Kayaking on a Wormhole

Being in a kayak on the creek, away from civilization even while you’re smack in the middle of it, works some tricky magic on your sense of time. This is my remembrance and reflection on one particular trip with a friend.

We’d been on the water for quite a while, neither of us at all sure just how much longer we’d be on it before reaching the Hursh Road Bridge, cattycorner to which, in a poorly tended gravel parking lot marking the head of a trail through a nature preserve, I’d parked Kevin's work truck before transferring vehicles to ride with him in his wife’s truck, kayaks strapped to the roof, to Cook’s Landing, another park situated in the shadow of a bridge, this one for Coldwater Road just north of Shoaf on the way to Garret. After maybe an hour of paddling and floating, it occurred to me to start attending to our banter and assessing how faithfully some of the dialogue between friends in my stories mimicked it.

            “What the hell kind of bird is that?”

            “Probably an early bird.”

            “Probably a dirty bird.”

            “Oh yeah, it’s filthy.”

            At one point, after posing a series of questions about what I’d rather have fall on me from the trees—a cricket or a spider?; a spider or a centipede?; a spider or a snake?—followed by the question of what I’d do if I saw a giant snake someone had let loose slither into the water after me, he began a story about a herpetologist in Brazil: “Did you hear what happened?” Of course, I hadn’t heard; the story was from a show on cable about anacondas.

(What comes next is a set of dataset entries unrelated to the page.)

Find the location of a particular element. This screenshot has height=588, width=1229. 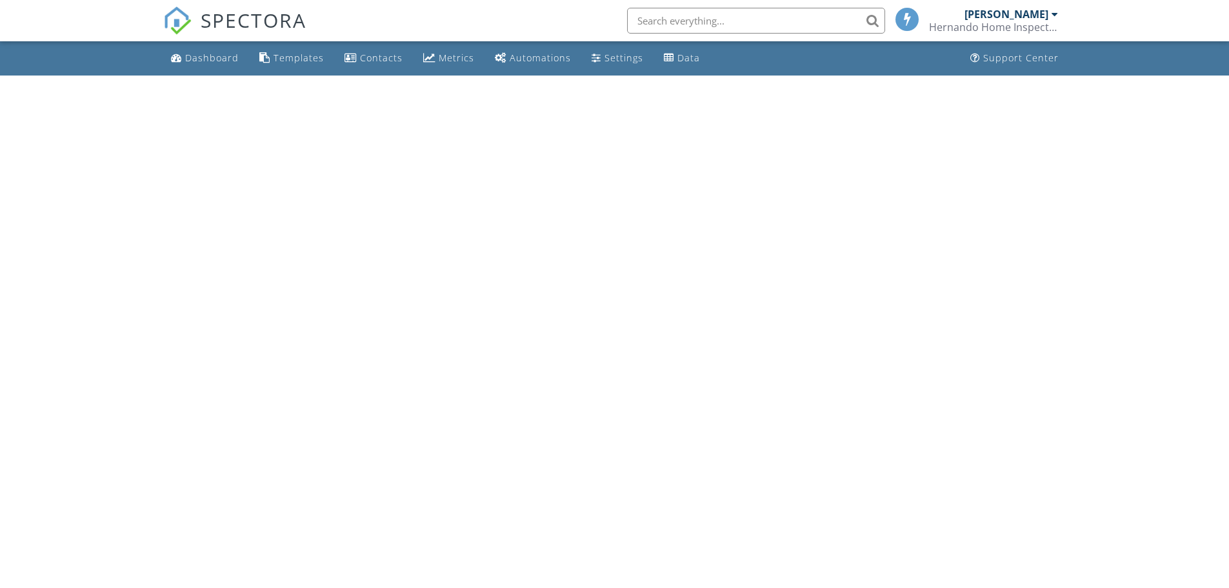

a: Support Center is located at coordinates (1014, 58).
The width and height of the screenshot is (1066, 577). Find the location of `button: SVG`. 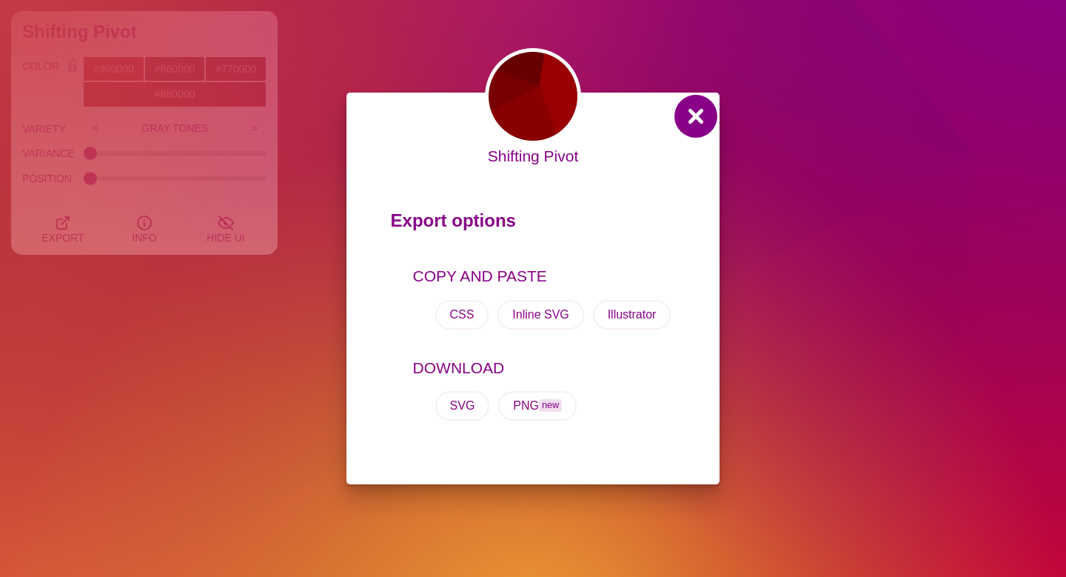

button: SVG is located at coordinates (463, 406).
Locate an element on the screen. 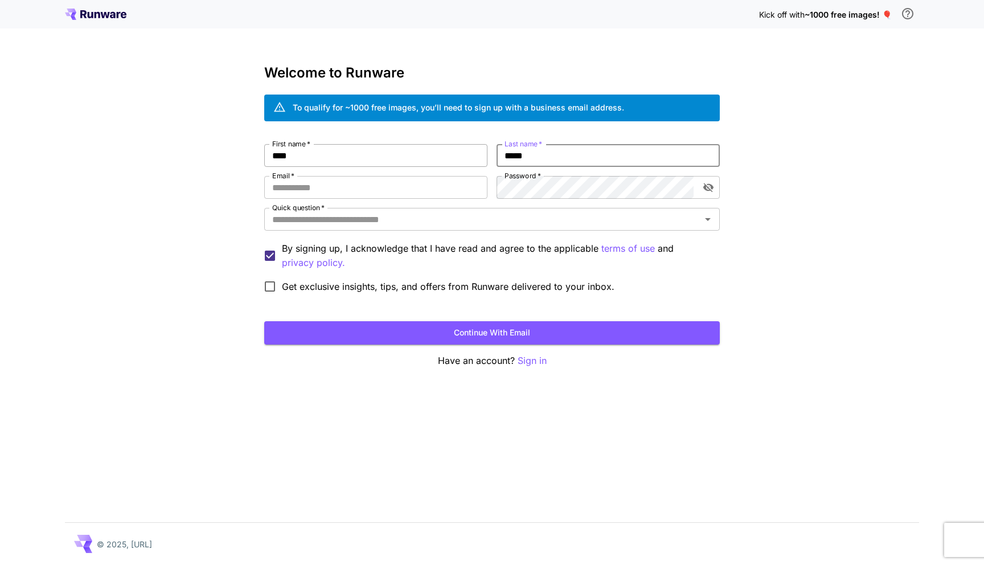  label: Email is located at coordinates (283, 175).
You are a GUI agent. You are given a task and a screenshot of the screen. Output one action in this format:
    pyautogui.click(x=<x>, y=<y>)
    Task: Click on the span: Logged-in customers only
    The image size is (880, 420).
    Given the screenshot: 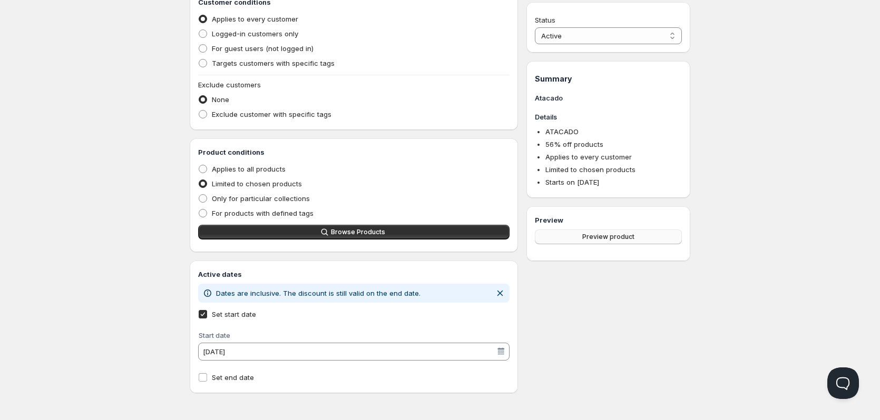 What is the action you would take?
    pyautogui.click(x=255, y=34)
    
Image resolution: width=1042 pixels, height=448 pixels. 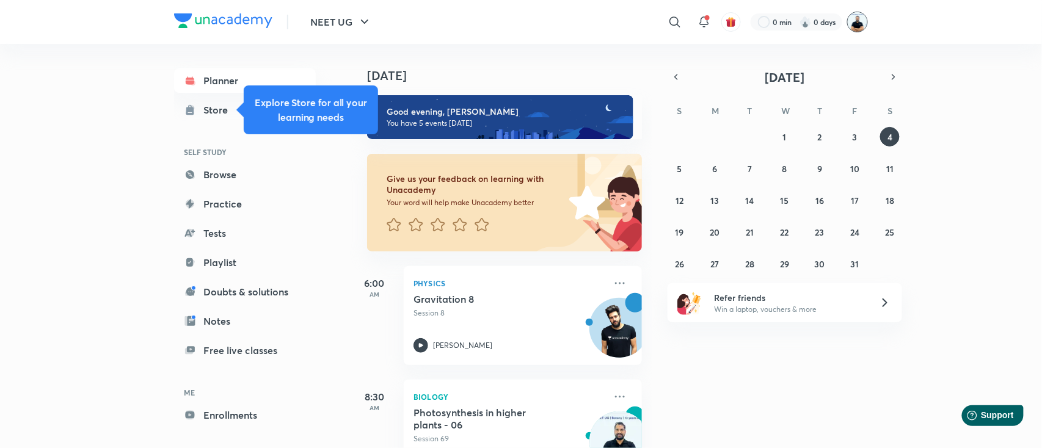 What do you see at coordinates (855, 111) in the screenshot?
I see `abbr: Friday` at bounding box center [855, 111].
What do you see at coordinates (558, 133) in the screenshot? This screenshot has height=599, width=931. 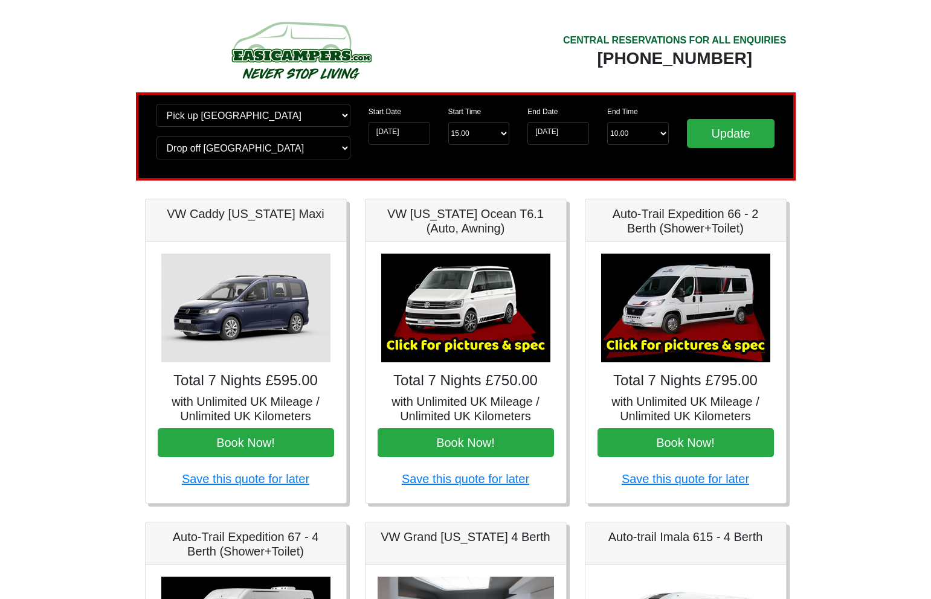 I see `input: Return Date` at bounding box center [558, 133].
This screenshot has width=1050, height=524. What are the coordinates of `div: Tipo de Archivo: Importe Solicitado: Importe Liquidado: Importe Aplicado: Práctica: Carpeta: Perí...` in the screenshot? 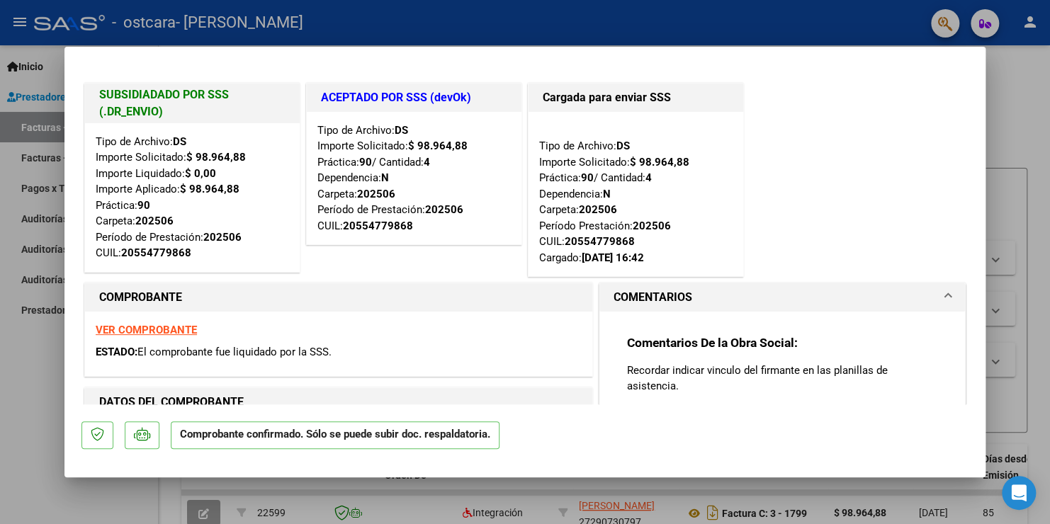 It's located at (192, 198).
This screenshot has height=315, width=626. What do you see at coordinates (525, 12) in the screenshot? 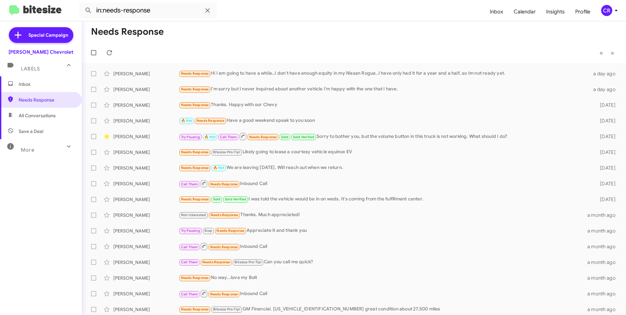
I see `span: Calendar` at bounding box center [525, 12].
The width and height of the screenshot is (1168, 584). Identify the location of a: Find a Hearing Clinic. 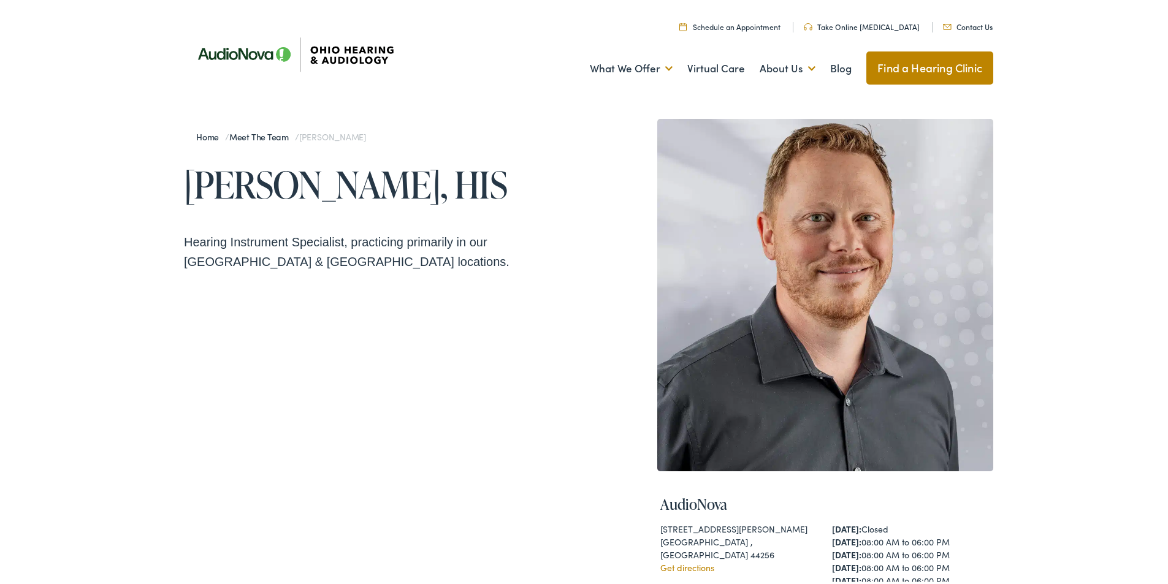
(930, 66).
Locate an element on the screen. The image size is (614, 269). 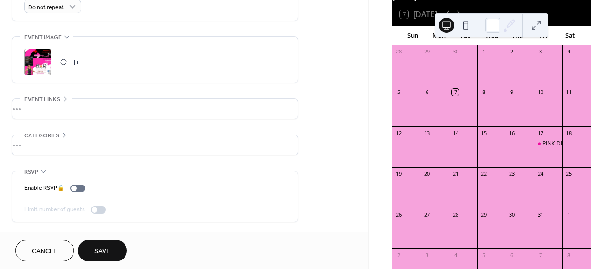
span: RSVP is located at coordinates (31, 172).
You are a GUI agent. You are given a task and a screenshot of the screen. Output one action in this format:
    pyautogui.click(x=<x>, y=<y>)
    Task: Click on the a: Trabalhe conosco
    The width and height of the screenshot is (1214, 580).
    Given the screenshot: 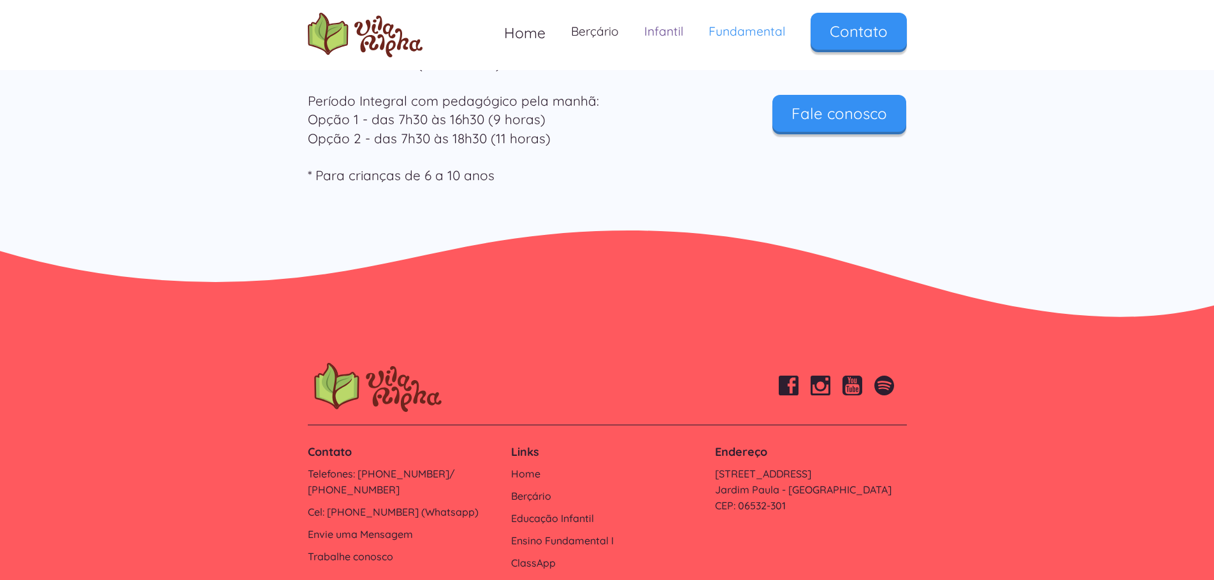 What is the action you would take?
    pyautogui.click(x=403, y=557)
    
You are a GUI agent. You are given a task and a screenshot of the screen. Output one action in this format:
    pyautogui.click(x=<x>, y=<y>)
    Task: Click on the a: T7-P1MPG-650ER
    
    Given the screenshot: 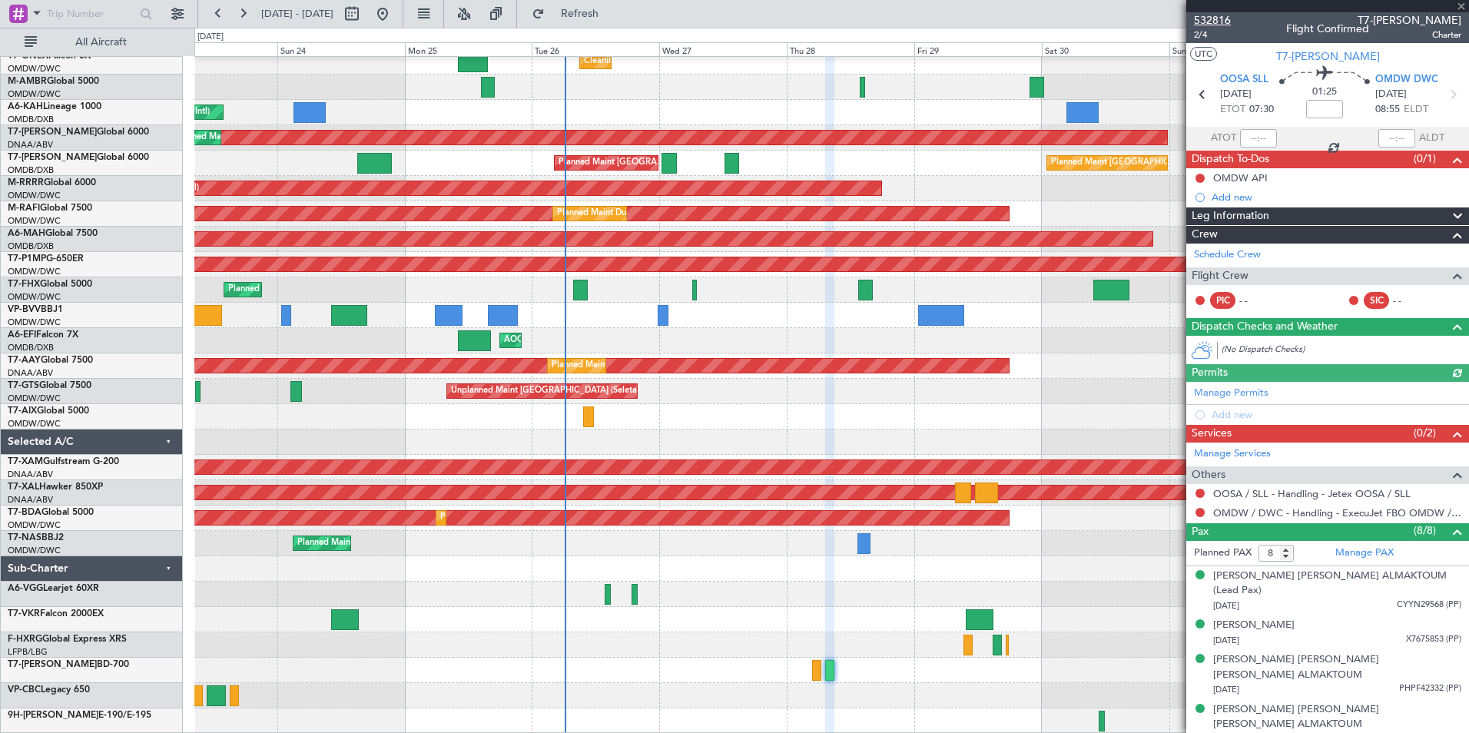 What is the action you would take?
    pyautogui.click(x=45, y=259)
    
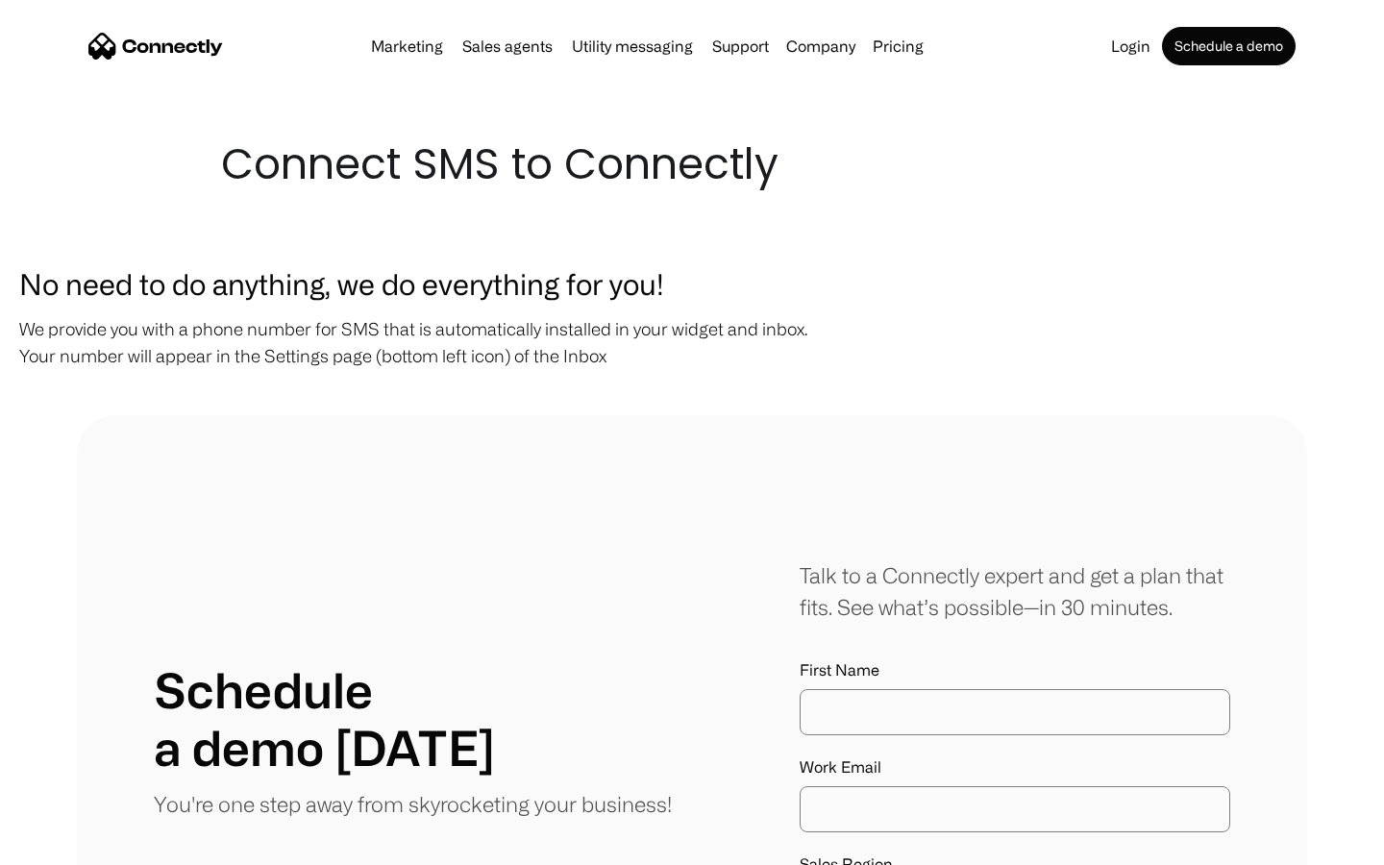 This screenshot has height=865, width=1384. I want to click on a: Login, so click(1131, 46).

This hundred and fifty pound woman was walking through the marshes, tracking a snake, which turned out to be about twenty-eight feet long and five hundred pounds, to study it.

            “She’s following the track it left in the tall grass, and then she senses that there’s something watching her. When she turns around, she sees that it’s reared up”—he held up his arm with his fist bent forward—“so it’s just looking at her at eye level.”

            “Did it say, ‘Who da fuck is you?’”

            “Snakes don’t generally creep me out, but I don’t like the idea of it, like, following her and rearing up like that.”

            “Yeah, I’ve never heard of an anaconda doing that. You hear of cobras doing it. Did she say, ‘Dere’s snakes out here dis big!?’”—my impression of Ice Cube in the movie Anaconda.

            When I asked what she did, he said he didn’t remember. The snake had attacked her, lunging at her face, but she must’ve escaped somehow because she was being interviewed for the show. At a couple points in his recounting of the story, I thought how silly it was. For one thing, it’s impossible to sense something watching you. For another, her being a herpetologist doesn’t rule out the possibility that she was embellishing. And yet I couldn’t help picturing the encounter, vividly, as I paddled my kayak.

            The story was oddly appropriate. Every time we put in on Cedar Creek and make it some distance from the roads, we get the sense that we’re closer to the jungle than we are to civilization. Kevin knows snakes are my fear totem. At times, scenes from the Paul Bowles collection A Delicate Prey, or from Heart of Darkness, or even from Huckleberry Finn would drift into my mind. We did briefly discuss some paleoanthropology—recent discoveries in Dmanisi, Georgia suggesting a possible origin of modern humans in Western Asia rather than Africa—but, for the most part, for the duration of our sojourn on the river, we may as well have been two prepubescent boys. Compared to the way we were talking, the dialogue between friends in my stories is far too sophisticated.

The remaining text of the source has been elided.